Figure 2 | Scientific Reports

Figure 2

From: Insights into a 429-million-year-old compound eye

Figure 2

Ommatidial structures and their interpretations. (a) Overview of another sensory unit, fossilised in a different way (red arrow); another, slightly weathered adjacent (pink arrow). Insert: Position of the relics of receptor cells marked. (b) (a) in detail. Note the rhabdom embraced by spherical elements, interpreted as putative ‘palisades’63,64,65. (c–h) More examples of receptor-cell-rosettes with rhabdoms (red arrows) surrounded by palisades, f repeats the spherical elements very clearly. (i) Schematic drawing of (Fig. 1k), the putative thin crystalline cone in blue. (j) Translucent head of Artemia salina (Linnaeus, 1758), showing up the screening pigments inside of the compound eye. (k) Overview of the counterpart of the eye, red arrow indicates the position of the individual visual unit of Figs. 1k, 2i. (l,m) Illustration of how the isolated visual unit may have come up to its position, being stripped of the layer of lenses seen at their proximate surface below. (n) Modern compound eye of a hornet (Vespa crabro Linnaeus, 1758) and schematic drawing of an apposition compound eye, ommatidium and its cross-section. c cavity, formerly containing the receptor unit, cc crystalline cone, p palisade, pc pigment cells, rc receptor cell, rh rhabdom, ru receptor unit, L lens; o–q, s from the right eye.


• EXERCISE BRIEF: Each line below must be set down exactly as it stands.

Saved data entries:
....

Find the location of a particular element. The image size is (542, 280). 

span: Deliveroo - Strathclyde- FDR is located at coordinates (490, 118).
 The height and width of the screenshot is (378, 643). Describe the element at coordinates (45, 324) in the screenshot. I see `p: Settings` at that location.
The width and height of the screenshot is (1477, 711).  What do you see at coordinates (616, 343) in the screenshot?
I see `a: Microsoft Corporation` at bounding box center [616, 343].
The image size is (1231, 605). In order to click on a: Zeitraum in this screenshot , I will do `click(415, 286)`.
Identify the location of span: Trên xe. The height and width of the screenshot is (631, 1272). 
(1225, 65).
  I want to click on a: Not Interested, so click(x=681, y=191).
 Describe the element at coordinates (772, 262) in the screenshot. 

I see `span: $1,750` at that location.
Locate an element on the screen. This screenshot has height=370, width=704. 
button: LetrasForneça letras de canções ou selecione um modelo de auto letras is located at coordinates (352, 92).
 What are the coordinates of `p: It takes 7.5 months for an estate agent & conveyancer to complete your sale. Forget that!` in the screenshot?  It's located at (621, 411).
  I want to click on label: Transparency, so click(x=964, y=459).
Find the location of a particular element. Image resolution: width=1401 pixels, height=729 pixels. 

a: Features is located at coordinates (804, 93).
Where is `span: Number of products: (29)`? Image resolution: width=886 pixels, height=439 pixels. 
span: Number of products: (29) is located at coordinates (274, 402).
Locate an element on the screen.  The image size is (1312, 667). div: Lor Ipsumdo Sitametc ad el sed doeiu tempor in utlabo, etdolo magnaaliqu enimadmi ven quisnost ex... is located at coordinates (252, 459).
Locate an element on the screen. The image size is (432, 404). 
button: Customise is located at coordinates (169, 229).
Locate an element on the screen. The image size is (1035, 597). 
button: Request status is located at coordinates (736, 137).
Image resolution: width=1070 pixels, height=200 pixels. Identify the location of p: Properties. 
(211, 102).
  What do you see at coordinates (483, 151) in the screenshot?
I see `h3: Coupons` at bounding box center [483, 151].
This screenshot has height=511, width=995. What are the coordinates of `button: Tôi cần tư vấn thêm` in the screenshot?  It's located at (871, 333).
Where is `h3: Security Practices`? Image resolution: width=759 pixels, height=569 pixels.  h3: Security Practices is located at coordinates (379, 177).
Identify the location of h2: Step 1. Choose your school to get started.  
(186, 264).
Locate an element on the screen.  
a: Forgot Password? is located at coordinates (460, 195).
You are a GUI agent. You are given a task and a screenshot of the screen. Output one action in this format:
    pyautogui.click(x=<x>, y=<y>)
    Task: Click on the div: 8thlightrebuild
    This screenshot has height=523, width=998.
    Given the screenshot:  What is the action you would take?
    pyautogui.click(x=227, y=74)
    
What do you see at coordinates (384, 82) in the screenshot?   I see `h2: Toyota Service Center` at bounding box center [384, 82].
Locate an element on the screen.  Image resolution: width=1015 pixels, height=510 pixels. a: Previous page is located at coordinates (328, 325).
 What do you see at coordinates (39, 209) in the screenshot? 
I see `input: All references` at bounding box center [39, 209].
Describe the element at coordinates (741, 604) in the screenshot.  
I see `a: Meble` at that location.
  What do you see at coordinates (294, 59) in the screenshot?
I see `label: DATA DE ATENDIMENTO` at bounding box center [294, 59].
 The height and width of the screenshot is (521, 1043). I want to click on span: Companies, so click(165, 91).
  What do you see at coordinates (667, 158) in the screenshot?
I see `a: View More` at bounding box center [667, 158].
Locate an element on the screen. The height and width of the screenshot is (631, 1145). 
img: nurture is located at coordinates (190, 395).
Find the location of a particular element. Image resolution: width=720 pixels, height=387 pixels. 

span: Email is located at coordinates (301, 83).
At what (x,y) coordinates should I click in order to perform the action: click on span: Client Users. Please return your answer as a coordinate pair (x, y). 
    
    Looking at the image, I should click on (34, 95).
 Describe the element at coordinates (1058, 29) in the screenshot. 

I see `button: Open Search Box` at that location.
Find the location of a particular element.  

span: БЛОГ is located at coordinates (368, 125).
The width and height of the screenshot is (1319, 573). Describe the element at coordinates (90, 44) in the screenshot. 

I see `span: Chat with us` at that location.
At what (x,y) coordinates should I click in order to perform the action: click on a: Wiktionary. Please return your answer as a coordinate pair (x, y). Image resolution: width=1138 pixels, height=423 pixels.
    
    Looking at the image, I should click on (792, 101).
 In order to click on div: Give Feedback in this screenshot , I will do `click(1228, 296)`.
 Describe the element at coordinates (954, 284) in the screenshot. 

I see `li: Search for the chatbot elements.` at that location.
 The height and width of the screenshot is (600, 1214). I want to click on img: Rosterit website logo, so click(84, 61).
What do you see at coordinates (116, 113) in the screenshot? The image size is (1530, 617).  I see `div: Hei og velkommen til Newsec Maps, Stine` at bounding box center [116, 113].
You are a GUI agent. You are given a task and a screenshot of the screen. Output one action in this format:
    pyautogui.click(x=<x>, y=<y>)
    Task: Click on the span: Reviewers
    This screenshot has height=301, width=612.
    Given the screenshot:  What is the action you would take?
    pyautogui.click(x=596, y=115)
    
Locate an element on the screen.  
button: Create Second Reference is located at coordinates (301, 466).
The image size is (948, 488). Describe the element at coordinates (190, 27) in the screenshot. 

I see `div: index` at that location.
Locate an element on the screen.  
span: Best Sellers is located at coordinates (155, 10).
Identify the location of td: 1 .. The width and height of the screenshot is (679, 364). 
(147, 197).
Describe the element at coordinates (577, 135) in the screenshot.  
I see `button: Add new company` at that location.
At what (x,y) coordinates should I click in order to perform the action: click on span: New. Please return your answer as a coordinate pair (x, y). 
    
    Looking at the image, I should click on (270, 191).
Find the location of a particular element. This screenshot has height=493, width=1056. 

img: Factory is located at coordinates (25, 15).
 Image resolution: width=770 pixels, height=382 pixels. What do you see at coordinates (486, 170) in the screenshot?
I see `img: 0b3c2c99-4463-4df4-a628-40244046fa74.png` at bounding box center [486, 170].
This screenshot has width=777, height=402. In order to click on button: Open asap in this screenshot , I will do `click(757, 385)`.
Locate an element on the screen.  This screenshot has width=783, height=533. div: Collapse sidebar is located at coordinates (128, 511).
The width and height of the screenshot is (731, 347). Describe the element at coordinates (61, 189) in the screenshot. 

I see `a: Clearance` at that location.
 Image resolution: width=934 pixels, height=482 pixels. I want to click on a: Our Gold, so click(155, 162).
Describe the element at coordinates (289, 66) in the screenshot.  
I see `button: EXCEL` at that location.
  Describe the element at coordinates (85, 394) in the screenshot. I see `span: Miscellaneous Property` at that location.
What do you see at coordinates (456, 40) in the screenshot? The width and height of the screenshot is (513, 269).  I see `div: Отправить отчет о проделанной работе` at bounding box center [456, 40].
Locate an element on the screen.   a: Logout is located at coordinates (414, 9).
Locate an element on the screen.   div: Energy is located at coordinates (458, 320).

....

• EXERCISE RESULT:
Find the location of a particular element. The image size is (542, 280). 

span: Deliveroo - Strathclyde- FDR is located at coordinates (490, 118).
 The height and width of the screenshot is (378, 643). Describe the element at coordinates (45, 324) in the screenshot. I see `p: Settings` at that location.
The width and height of the screenshot is (1477, 711).  What do you see at coordinates (616, 343) in the screenshot?
I see `a: Microsoft Corporation` at bounding box center [616, 343].
The image size is (1231, 605). In order to click on a: Zeitraum in this screenshot , I will do `click(415, 286)`.
Identify the location of span: Trên xe. The height and width of the screenshot is (631, 1272). 
(1225, 65).
  I want to click on a: Not Interested, so click(x=681, y=191).
 Describe the element at coordinates (772, 262) in the screenshot. 

I see `span: $1,750` at that location.
Locate an element on the screen. This screenshot has height=370, width=704. 
button: LetrasForneça letras de canções ou selecione um modelo de auto letras is located at coordinates (352, 92).
 What are the coordinates of `p: It takes 7.5 months for an estate agent & conveyancer to complete your sale. Forget that!` in the screenshot?  It's located at (621, 411).
  I want to click on label: Transparency, so click(x=964, y=459).
Find the location of a particular element. Image resolution: width=1401 pixels, height=729 pixels. 

a: Features is located at coordinates (804, 93).
Where is `span: Number of products: (29)`? Image resolution: width=886 pixels, height=439 pixels. 
span: Number of products: (29) is located at coordinates (274, 402).
Locate an element on the screen.  The image size is (1312, 667). div: Lor Ipsumdo Sitametc ad el sed doeiu tempor in utlabo, etdolo magnaaliqu enimadmi ven quisnost ex... is located at coordinates (252, 459).
Locate an element on the screen. The image size is (432, 404). 
button: Customise is located at coordinates (169, 229).
Locate an element on the screen. The image size is (1035, 597). 
button: Request status is located at coordinates (736, 137).
Image resolution: width=1070 pixels, height=200 pixels. Identify the location of p: Properties. 
(211, 102).
  What do you see at coordinates (483, 151) in the screenshot?
I see `h3: Coupons` at bounding box center [483, 151].
This screenshot has height=511, width=995. What are the coordinates of `button: Tôi cần tư vấn thêm` in the screenshot?  It's located at (871, 333).
Where is `h3: Security Practices`? Image resolution: width=759 pixels, height=569 pixels.  h3: Security Practices is located at coordinates (379, 177).
Identify the location of h2: Step 1. Choose your school to get started.  
(186, 264).
Locate an element on the screen.  
a: Forgot Password? is located at coordinates (460, 195).
You are a GUI agent. You are given a task and a screenshot of the screen. Output one action in this format:
    pyautogui.click(x=<x>, y=<y>)
    Task: Click on the div: 8thlightrebuild
    This screenshot has height=523, width=998.
    Given the screenshot:  What is the action you would take?
    pyautogui.click(x=227, y=74)
    
What do you see at coordinates (384, 82) in the screenshot?   I see `h2: Toyota Service Center` at bounding box center [384, 82].
Locate an element on the screen.  Image resolution: width=1015 pixels, height=510 pixels. a: Previous page is located at coordinates (328, 325).
 What do you see at coordinates (39, 209) in the screenshot? 
I see `input: All references` at bounding box center [39, 209].
Describe the element at coordinates (741, 604) in the screenshot.  
I see `a: Meble` at that location.
  What do you see at coordinates (294, 59) in the screenshot?
I see `label: DATA DE ATENDIMENTO` at bounding box center [294, 59].
 The height and width of the screenshot is (521, 1043). I want to click on span: Companies, so click(165, 91).
  What do you see at coordinates (667, 158) in the screenshot?
I see `a: View More` at bounding box center [667, 158].
Locate an element on the screen. The height and width of the screenshot is (631, 1145). 
img: nurture is located at coordinates (190, 395).
Find the location of a particular element. Image resolution: width=720 pixels, height=387 pixels. 

span: Email is located at coordinates (301, 83).
At what (x,y) coordinates should I click in order to perform the action: click on span: Client Users. Please return your answer as a coordinate pair (x, y). 
    
    Looking at the image, I should click on (34, 95).
 Describe the element at coordinates (1058, 29) in the screenshot. 

I see `button: Open Search Box` at that location.
Find the location of a particular element.  

span: БЛОГ is located at coordinates (368, 125).
The width and height of the screenshot is (1319, 573). Describe the element at coordinates (90, 44) in the screenshot. 

I see `span: Chat with us` at that location.
At what (x,y) coordinates should I click in order to perform the action: click on a: Wiktionary. Please return your answer as a coordinate pair (x, y). Image resolution: width=1138 pixels, height=423 pixels.
    
    Looking at the image, I should click on (792, 101).
 In order to click on div: Give Feedback in this screenshot , I will do `click(1228, 296)`.
 Describe the element at coordinates (954, 284) in the screenshot. 

I see `li: Search for the chatbot elements.` at that location.
 The height and width of the screenshot is (600, 1214). I want to click on img: Rosterit website logo, so click(84, 61).
What do you see at coordinates (116, 113) in the screenshot? The image size is (1530, 617).  I see `div: Hei og velkommen til Newsec Maps, Stine` at bounding box center [116, 113].
You are a GUI agent. You are given a task and a screenshot of the screen. Output one action in this format:
    pyautogui.click(x=<x>, y=<y>)
    Task: Click on the span: Reviewers
    This screenshot has height=301, width=612.
    Given the screenshot:  What is the action you would take?
    pyautogui.click(x=596, y=115)
    
Locate an element on the screen.  
button: Create Second Reference is located at coordinates (301, 466).
The image size is (948, 488). Describe the element at coordinates (190, 27) in the screenshot. 

I see `div: index` at that location.
Locate an element on the screen.  
span: Best Sellers is located at coordinates (155, 10).
Identify the location of td: 1 .. The width and height of the screenshot is (679, 364). 
(147, 197).
Describe the element at coordinates (577, 135) in the screenshot.  
I see `button: Add new company` at that location.
At what (x,y) coordinates should I click in order to perform the action: click on span: New. Please return your answer as a coordinate pair (x, y). 
    
    Looking at the image, I should click on (270, 191).
Find the location of a particular element. This screenshot has height=493, width=1056. 

img: Factory is located at coordinates (25, 15).
 Image resolution: width=770 pixels, height=382 pixels. What do you see at coordinates (486, 170) in the screenshot?
I see `img: 0b3c2c99-4463-4df4-a628-40244046fa74.png` at bounding box center [486, 170].
This screenshot has width=777, height=402. In order to click on button: Open asap in this screenshot , I will do `click(757, 385)`.
Locate an element on the screen.  This screenshot has width=783, height=533. div: Collapse sidebar is located at coordinates (128, 511).
The width and height of the screenshot is (731, 347). Describe the element at coordinates (61, 189) in the screenshot. 

I see `a: Clearance` at that location.
 Image resolution: width=934 pixels, height=482 pixels. I want to click on a: Our Gold, so click(155, 162).
Describe the element at coordinates (289, 66) in the screenshot.  
I see `button: EXCEL` at that location.
  Describe the element at coordinates (85, 394) in the screenshot. I see `span: Miscellaneous Property` at that location.
What do you see at coordinates (456, 40) in the screenshot? The width and height of the screenshot is (513, 269).  I see `div: Отправить отчет о проделанной работе` at bounding box center [456, 40].
Locate an element on the screen.   a: Logout is located at coordinates (414, 9).
Locate an element on the screen.   div: Energy is located at coordinates (458, 320).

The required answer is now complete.